Policy Briefs Books Journals

Policy Briefs on Contemporary Peace Research and Practice

Contemporary Peace Research and Practice

National Security System Recheck: Comparison of the response of Taiwan, South Korea and Japan to COVID-19

Policy Brief  No.81 - June, 2020 • By Fang-Ting Cheng and Kung-Yueh Camyale Chao

This policy brief is based on a security perspective and aims to evaluate the following aspects of COVID-19 responses: 1) institutional and legal preparation; 2) recognition of an ongoing crisis; 3) response networks including the use of information communication technologies (ICTs); 4) transparency and credibility; and 5) learning from past and ongoing experiences. The empirical study focuses on three countries, Taiwan, South Korea and Japan, because they have relatively mild infection rates compared with those of some European countries and the United States. This article concludes that high-level awareness is necessary to manage a non-traditional security threat and that a response system endorsed by leadership to act based on a legal framework is essential. Mature civil society is essential for resilience, and ICT tools as part of smart city programmes are necessary to improve the efficiency of the response system.

Cooperative Security, Arms Control and Disarmament Contemporary Peace Research and Practice

How Many Intensive Care Beds Will A Nuclear Weapon Explosion Require?

Policy Brief  No.75 - May, 2020 • By Tom Sauer and Ramesh Thakur

The near-universal response to the panic created by COVID-19 leads to the conclusion that the number of ICU beds needed to deal with a disaster should become a new norm, and a new way to judge when radical action is needed to respond to a global threat. So what other types of global catastrophes could call for more hospital infrastructure and personnel than is now available? The nuclear bomb is one obvious answer. This Policy Brief, first published in the Bulletin of the Atomic Scientists (28 April 2010), applies the number of available intensive care beds as the new measure for potential nuclear catastrophes.

Contemporary Peace Research and Practice

Peace Research – An Uncertain Future

Policy Brief  No.72 - May, 2020 • By Joseph A. Camilleri

This policy brief is a response to the report on Toda’s workshop, “A Peace Research Agenda for the 21st Century,” in which the author identifies four closely interrelated failings in the current peace research agenda and their far-reaching implications. The intention here is not to belittle the importance or usefulness of a good deal of current peace research, but to suggest the need for a more ambitious and insightful agenda than is presently the case, one which recognises the profound transformation that is gathering pace as the Modern epoch reaches its limits.

Contemporary Peace Research and Practice

Confronting the Covid-19 Crisis: Danger and Opportunity

Director's Statement  No.71 - April, 2020 • By Kevin P. Clements

The challenge of Covid-19 will either result in innovative systemic change or a reassertion of a status quo that has proven incapable of dealing with this pandemic and with increasing economic, political, social and environmental dysfunctionality. In this statement, Toda Peace Institute Director Professor Kevin P. Clements, examines the dangers and opportunities of the crisis, and identifies the present as a moment of creative possibility from which might emerge a world fit for the rest of this challenging century.

Contemporary Peace Research and Practice

A Peace Research Agenda for the 21st Century: Report on an International Workshop (6–8 December 2019)

Summary Report  No.69 - February, 2020 • By Hugh Miall

What is the future agenda for peace research in the 2020s? Does peace research still have a distinct identity? What are the norms and values that peace research institutes espouse and can they influence practice in the face of the global challenges we face? This policy brief presents the summary from a meeting of the world’s major peace research institutes, convened by the Toda Peace Institute in December 2019, at which these questions were addressed. The meeting mapped out a new agenda for peace research, based on the main challenges which face the field. Potential for collaborative partnerships between the peace research institutes in these areas and new research directions were identified, and strategies for better integrating research and practice were explored. The meeting also outlined elements of a Code of Conduct for Peace Research institutes.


=== Exercise ===
Which lines below include "view"? Copy them all.

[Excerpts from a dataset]
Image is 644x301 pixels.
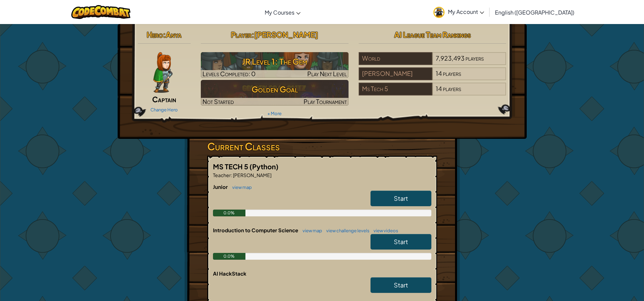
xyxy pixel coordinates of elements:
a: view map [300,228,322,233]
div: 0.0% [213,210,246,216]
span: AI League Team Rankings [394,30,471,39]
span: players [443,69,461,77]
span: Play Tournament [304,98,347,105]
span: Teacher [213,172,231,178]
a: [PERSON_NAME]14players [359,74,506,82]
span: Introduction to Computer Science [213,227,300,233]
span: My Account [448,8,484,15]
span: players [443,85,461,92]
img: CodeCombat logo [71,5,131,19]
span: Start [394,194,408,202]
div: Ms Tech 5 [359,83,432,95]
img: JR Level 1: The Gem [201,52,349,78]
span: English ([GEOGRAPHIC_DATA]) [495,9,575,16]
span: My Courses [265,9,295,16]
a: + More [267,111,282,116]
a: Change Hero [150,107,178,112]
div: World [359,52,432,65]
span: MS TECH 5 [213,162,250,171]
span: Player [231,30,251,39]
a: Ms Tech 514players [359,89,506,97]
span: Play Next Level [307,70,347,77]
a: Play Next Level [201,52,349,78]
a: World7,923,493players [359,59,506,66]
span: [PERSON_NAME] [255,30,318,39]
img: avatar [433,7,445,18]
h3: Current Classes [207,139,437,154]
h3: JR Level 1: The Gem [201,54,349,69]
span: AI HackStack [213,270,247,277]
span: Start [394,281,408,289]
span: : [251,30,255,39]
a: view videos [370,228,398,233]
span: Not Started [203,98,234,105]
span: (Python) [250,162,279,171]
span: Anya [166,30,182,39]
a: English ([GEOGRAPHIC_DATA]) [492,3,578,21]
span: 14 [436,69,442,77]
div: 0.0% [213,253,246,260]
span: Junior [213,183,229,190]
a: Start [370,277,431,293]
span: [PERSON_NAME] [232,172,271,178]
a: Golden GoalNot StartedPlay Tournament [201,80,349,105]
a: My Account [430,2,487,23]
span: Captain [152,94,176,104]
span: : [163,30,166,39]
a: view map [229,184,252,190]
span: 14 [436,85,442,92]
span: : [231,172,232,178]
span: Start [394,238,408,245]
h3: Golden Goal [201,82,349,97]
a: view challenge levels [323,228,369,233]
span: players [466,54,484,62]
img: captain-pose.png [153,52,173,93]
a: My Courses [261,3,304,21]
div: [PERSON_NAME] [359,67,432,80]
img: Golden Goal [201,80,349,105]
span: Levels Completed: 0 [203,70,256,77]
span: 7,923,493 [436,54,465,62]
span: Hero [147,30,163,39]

=== Written solution ===
a: view map [300,228,322,233]
a: view videos [370,228,398,233]
a: view map [229,184,252,190]
a: view challenge levels [323,228,369,233]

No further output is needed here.